Compliance Lens: Black Banx Q3 2025 Press Release Under Review — “Global Digital Banking” Claims Without Transparent Licensing Disclosure
Overview of the Q3 2025 Communication
In its Q3 2025 results statement, Michael Gastauer’s Black Banx presents itself as a “global digital banking and fintech platform” delivering “borderless banking services.” According to the release, these services include multi-currency accounts, international payments, and “cryptocurrency-compatible solutions.” The group claims operations in more than 180 countries and reports an end-of-period customer base of approximately 92 million users.
Financial Figures and Media Scrutiny
The October 2025 press release has already drawn attention from German media, which questioned the reported figures with input from a financial-crime specialist. Black Banx stated that during the first three quarters of 2025 it generated $12.7 billion in revenue and $4.7 billion in pre-tax profit, while serving nearly 92 million customers worldwide. On their face, these numbers suggest extraordinary scale and growth.
For the purposes of this report, however, the primary focus is not the revenue figures themselves but the way Black Banx publicly characterizes its business model and regulatory status.
Regulatory Perimeter and Compliance Perspective
From a compliance standpoint, Black Banx’s self-positioning in the Q3 report immediately triggers a regulatory-scope assessment.
Black Banx explicitly labels itself a “digital banking and fintech platform.” Such terminology has different regulatory implications across jurisdictions:
EU / EEA
If the services extend beyond mere information provision or technical access and include regulated activities such as:
- payment services (payment accounts, money remittance, execution of payment transactions),
- issuance of electronic money, or
- deposit-taking or other banking activities,
then local authorization and conduct requirements typically apply. These may fall under PSD2 for payment institutions, e-money regulations for EMIs, or credit-institution frameworks where deposit-taking is involved.
Equally relevant is marketing law: large-scale consumer claims can become problematic if they are materially inaccurate or omit decisive details, such as which licensed entity actually provides the service in a given jurisdiction.
United Kingdom
In the UK, the word “bank” is considered a sensitive designation. Corporate naming rules and financial-promotion standards generally require regulatory engagement or approval when a firm uses or implies “bank” status in a way that could mislead consumers about authorization or supervision.
United States
In the U.S., references to “banking,” safeguarding of funds, or insurance protections raise elevated consumer-protection risks. These include potential misrepresentation of deposit insurance or other deceptive-marketing issues, even though naming rules may vary by state and by product structure.
The Central Compliance Issue
A company may use marketing language that references “banking” or “digital banking platforms.” However, it cannot lawfully provide regulated banking or payment services in any jurisdiction without the appropriate authorization. Nor can it mislead customers about:
- its regulatory status,
- the scope of its licenses, or
- the identity of the legal entity actually delivering the service.
When a corporate group asserts that it serves 92 million clients across more than 180 countries, baseline compliance expectations become clear and non-negotiable.
Minimum Transparency Expectations at Global Scale
At this level of claimed reach, counterparties and consumers would reasonably expect:
- clear, jurisdiction-specific entity disclosures,
- identification of the legal entity providing services,
- the supervising regulator and license type or number,
- clarification of passporting or cross-border permissions,
- audited or independently attested financial statements, and
- transparent classification of products and services.
Where such information is absent, high-level press-release narratives may constitute a material red flag for partners, payment processors, regulators, and end users.
Call for Information
Scam-Or Project Whistleblower Section
If you are a current or former customer, employee, banking partner, payment processor, compliance professional, or service provider with documentary evidence regarding:
- which Black Banx legal entity contracted with you,
- where that entity is licensed and for which regulated activities,
- correspondent or settlement-banking relationships,
- AML and transaction-monitoring arrangements, or
- substantiation of customer numbers or audit data,
you are invited to submit information securely via the Scam-Or Project whistleblower section.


THE TASK - Look for the word "married" in the entries below, then copy every line that has it.

TASK MATERIAL -
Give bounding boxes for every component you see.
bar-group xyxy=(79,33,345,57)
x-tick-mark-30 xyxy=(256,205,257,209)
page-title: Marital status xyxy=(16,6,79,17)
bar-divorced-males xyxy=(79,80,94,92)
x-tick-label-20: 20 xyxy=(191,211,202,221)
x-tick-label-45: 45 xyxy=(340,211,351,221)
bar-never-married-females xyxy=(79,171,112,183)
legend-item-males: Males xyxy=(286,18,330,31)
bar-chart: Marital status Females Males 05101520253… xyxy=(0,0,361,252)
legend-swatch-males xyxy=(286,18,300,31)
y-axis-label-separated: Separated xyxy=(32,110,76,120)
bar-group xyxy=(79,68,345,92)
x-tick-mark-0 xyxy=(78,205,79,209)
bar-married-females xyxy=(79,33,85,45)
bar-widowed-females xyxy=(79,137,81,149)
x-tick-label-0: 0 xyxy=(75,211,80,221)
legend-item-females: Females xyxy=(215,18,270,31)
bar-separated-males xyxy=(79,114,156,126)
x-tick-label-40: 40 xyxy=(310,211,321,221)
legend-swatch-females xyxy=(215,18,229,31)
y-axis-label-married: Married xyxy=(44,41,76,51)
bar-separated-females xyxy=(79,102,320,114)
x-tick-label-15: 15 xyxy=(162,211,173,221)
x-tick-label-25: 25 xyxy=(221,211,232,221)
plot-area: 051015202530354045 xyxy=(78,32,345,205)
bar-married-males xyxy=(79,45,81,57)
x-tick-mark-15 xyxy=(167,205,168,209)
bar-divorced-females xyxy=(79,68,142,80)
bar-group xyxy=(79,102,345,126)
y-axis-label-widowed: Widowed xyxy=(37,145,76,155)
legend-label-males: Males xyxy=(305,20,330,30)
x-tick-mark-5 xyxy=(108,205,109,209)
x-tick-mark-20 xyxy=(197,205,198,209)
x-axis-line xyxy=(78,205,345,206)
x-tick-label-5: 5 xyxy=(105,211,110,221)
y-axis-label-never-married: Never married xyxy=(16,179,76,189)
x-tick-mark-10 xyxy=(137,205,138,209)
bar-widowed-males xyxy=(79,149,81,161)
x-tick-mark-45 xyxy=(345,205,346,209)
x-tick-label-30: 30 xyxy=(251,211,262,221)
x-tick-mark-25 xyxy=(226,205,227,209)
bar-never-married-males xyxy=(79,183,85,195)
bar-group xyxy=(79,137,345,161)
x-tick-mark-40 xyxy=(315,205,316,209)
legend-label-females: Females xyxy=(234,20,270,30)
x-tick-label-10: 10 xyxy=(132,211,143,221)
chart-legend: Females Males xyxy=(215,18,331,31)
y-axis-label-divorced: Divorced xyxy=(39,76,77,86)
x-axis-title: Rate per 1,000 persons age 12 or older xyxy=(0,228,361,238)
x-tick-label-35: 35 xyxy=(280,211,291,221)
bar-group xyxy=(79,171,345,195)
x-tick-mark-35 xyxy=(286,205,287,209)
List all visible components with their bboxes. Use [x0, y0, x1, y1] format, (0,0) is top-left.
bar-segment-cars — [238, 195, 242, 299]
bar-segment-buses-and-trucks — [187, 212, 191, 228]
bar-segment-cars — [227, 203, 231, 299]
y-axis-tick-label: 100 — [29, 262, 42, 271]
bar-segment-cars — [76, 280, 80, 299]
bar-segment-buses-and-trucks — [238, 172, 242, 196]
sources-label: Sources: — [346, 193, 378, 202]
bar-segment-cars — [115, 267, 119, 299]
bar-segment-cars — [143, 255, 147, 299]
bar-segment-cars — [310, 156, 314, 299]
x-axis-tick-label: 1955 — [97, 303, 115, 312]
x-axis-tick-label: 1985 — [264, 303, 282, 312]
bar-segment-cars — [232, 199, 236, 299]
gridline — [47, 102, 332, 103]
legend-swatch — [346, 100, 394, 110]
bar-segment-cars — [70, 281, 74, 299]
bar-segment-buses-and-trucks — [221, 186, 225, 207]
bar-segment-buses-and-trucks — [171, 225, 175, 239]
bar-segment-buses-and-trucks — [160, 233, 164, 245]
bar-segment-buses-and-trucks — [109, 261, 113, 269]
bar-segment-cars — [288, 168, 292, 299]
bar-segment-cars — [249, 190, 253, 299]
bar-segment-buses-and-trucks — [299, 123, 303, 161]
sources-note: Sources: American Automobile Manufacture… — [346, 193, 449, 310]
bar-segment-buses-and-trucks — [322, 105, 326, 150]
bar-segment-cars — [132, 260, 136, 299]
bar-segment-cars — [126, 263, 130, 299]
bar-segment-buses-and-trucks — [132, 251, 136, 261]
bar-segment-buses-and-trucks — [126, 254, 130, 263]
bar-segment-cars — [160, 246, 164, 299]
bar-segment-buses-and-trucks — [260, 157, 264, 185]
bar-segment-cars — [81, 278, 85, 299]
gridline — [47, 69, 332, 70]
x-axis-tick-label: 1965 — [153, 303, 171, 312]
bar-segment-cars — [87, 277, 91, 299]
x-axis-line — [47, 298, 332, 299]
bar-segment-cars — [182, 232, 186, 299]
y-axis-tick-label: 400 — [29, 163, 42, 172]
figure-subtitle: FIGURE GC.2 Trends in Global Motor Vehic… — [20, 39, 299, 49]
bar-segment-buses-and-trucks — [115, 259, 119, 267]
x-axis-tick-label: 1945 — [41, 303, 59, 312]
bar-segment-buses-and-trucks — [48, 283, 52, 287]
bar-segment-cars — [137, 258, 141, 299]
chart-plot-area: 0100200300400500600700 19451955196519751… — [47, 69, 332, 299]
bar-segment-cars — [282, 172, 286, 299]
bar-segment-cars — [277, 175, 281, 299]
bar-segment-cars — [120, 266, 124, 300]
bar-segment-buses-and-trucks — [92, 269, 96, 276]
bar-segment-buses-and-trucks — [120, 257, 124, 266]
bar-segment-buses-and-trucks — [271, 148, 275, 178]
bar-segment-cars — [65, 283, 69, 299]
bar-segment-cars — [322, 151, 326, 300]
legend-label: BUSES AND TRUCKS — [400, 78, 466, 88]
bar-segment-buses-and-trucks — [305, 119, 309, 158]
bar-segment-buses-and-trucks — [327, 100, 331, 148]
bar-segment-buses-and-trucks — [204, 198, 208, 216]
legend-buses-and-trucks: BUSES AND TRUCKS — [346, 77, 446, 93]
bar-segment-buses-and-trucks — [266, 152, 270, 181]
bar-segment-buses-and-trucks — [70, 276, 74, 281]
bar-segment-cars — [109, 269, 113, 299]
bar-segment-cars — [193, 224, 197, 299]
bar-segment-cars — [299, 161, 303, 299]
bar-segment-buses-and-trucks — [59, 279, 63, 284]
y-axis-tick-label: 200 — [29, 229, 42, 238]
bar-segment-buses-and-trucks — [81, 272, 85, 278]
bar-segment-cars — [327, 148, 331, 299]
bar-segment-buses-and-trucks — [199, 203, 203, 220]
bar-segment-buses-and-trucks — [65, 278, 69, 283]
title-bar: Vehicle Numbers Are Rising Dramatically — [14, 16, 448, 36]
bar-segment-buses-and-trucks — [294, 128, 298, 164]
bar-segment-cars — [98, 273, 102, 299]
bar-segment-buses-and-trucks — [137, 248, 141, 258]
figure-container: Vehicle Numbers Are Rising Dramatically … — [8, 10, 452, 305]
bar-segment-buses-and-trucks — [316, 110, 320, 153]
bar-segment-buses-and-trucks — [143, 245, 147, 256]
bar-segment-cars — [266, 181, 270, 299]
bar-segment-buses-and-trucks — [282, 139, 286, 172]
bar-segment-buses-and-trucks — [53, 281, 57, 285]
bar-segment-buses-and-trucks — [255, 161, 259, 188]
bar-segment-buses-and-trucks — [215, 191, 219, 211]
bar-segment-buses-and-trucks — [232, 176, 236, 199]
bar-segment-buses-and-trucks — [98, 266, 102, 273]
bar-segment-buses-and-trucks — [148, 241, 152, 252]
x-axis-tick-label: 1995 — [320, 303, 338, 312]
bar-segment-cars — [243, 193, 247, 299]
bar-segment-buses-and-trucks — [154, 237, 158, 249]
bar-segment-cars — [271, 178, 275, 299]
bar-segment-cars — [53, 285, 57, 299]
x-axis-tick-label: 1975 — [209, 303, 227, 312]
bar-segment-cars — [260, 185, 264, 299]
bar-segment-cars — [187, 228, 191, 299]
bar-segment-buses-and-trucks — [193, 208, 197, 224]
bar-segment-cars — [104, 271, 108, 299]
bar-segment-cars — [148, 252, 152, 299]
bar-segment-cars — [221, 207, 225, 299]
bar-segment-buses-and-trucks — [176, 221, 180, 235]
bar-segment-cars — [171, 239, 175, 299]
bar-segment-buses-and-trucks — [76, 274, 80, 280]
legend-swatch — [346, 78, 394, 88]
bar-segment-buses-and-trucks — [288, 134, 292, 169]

EXERCISE RESPONSE -
bar-never-married-females xyxy=(79,171,112,183)
bar-married-females xyxy=(79,33,85,45)
y-axis-label-married: Married xyxy=(44,41,76,51)
bar-married-males xyxy=(79,45,81,57)
y-axis-label-never-married: Never married xyxy=(16,179,76,189)
bar-never-married-males xyxy=(79,183,85,195)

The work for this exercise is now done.